A Wellington District Court judge today wished a medical practitioner well in his efforts to redeem his career.
Judge Bruce Davidson was addressing 35-year-old Andrew Jeremy Dunkley whose bright future as a radiologist was blighted when he was found to have 50,000 pornographic images of young girls on his home computer.
"I find the fact that I have to sentence you incredibly sad," said the judge.
Dunkley, of Wellington, who did not apply for permanent name suppression, had pleaded guilty to six charges of possessing objectionable material.
He will do 160 hours community work and undergo intensive supervision for 18 months.
Judge Davidson said Dunkley was well regarded and highly qualified.
He was only weeks away from completing his qualifications to become a consultant when police seized the computer from his Newtown house last September in the course of an international child pornography sting.
There was no suggestion that Dunkley had downloaded the images of girls aged between 10 and 15 shown in sexually explicit poses, or that he had viewed all the images he had accessed, the judge said.
He might well be what was known as a discovery user - an internet voyeur with little risk of becoming active in sexually deviant behaviour.
Dunkley, who has no previous convictions, disclosed his offending to his boss immediately and notified the Medical Council. He also self-referred to a treatment programme and was genuinely remorseful.
"You have done everything possible to try and confront the situation," Judge Davidson told him.
"You have dealt with your position professionally and responsibly."
He said Dunkley had already suffered significant penalty, including "the potential loss of an important career".
Crown prosecutor Alice McCobbin-Howell said Dunkley had been covertly accessing images of young girls for 10 years without being detected, for his own sexual gratification.
It was not victimless offending. "The children depicted are real children."
She said three of the victims in the photographs had been identified and had since been removed from a sexually abusive household.
Lawyer Greg King told the court there was no evidence his client actually viewed all the images, which he had not downloaded or stored. Nor had he supplied or traded any pictures.
Dunkley claimed the girls he had looked at were mainly in their teens and there was no sexual activity or other people in the pictures.
He had accessed the images at times of personal stress and had not been involved in any other form of sexual misconduct, Mr King said.
"The consequences for him and his family have been severe. The simple reality is that punishment is being dished out in spades to this man."
Having earlier been offered a job in Adelaide once he had qualified, it was going to be "enormously hard" for Dunkley to resurrect his career.
"He is really between a rock and a hard place."
However, he hoped eventually to finish his qualifications, move his family to Australia and take advantage of a worldwide shortage of radiologists.
"It will be a very real test of his character and stamina to recover any elements of his career for the sake of his wife and children," said Mr King.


» Exercise
Each record below gets repeated exactly, and pictures stay out of the copy.

┄┄┄┄┄┄┄┄┄┄┄┄┄┄┄┄┄┄┄┄

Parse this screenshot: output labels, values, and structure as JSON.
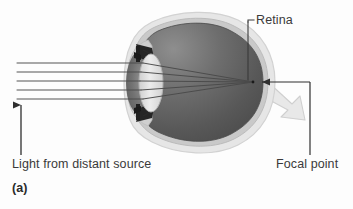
{
  "figure": {
    "panel_label": "(a)",
    "caption_labels": {
      "retina": "Retina",
      "focal_point": "Focal point",
      "light_source": "Light from distant source"
    },
    "colors": {
      "sclera_outline": "#d9d9d9",
      "sclera_fill": "#ebebeb",
      "choroid": "#bfbfbf",
      "vitreous_dark": "#585858",
      "vitreous_light": "#8a8a8a",
      "lens_fill": "#e2e2e2",
      "iris_dark": "#2d2d2d",
      "cornea_fill": "#c8c8c8",
      "optic_nerve": "#e6e6e6",
      "ray_stroke": "#4a4a4a",
      "leader_stroke": "#3a3a3a",
      "text": "#3a3a3a",
      "background": "#fdfdfd"
    },
    "diagram": {
      "type": "eye-optics-ray-diagram",
      "subject": "human eye focusing parallel light from a distant source onto the retina",
      "focal_point": {
        "x": 253,
        "y": 82
      },
      "ray_count": 5,
      "ray_start_x": 17,
      "ray_y_positions": [
        63,
        72,
        81,
        90,
        99
      ],
      "lens_x": 150,
      "source_arrow": {
        "x": 21,
        "y_top": 103,
        "y_bottom": 155
      },
      "retina_leader": {
        "x": 248,
        "y_top": 22,
        "y_bottom": 80
      },
      "focal_leader": {
        "x": 310,
        "y_top": 155,
        "y_bottom": 82,
        "arrow_tip_x": 258
      }
    }
  }
}
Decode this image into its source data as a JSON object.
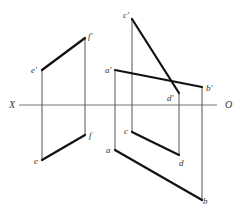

┄┄┄┄┄┄┄┄┄┄┄┄┄┄┄┄┄┄┄┄

» Worked solution
Parse this screenshot: output labels, values, and structure as JSON.
{
  "figure": {
    "panel_label": "(a)",
    "caption_labels": {
      "retina": "Retina",
      "focal_point": "Focal point",
      "light_source": "Light from distant source"
    },
    "colors": {
      "sclera_outline": "#d9d9d9",
      "sclera_fill": "#ebebeb",
      "choroid": "#bfbfbf",
      "vitreous_dark": "#585858",
      "vitreous_light": "#8a8a8a",
      "lens_fill": "#e2e2e2",
      "iris_dark": "#2d2d2d",
      "cornea_fill": "#c8c8c8",
      "optic_nerve": "#e6e6e6",
      "ray_stroke": "#4a4a4a",
      "leader_stroke": "#3a3a3a",
      "text": "#3a3a3a",
      "background": "#fdfdfd"
    },
    "diagram": {
      "type": "eye-optics-ray-diagram",
      "subject": "human eye focusing parallel light from a distant source onto the retina",
      "focal_point": {
        "x": 253,
        "y": 82
      },
      "ray_count": 5,
      "ray_start_x": 17,
      "ray_y_positions": [
        63,
        72,
        81,
        90,
        99
      ],
      "lens_x": 150,
      "source_arrow": {
        "x": 21,
        "y_top": 103,
        "y_bottom": 155
      },
      "retina_leader": {
        "x": 248,
        "y_top": 22,
        "y_bottom": 80
      },
      "focal_leader": {
        "x": 310,
        "y_top": 155,
        "y_bottom": 82,
        "arrow_tip_x": 258
      }
    }
  }
}
Decode this image into its source data as a JSON object.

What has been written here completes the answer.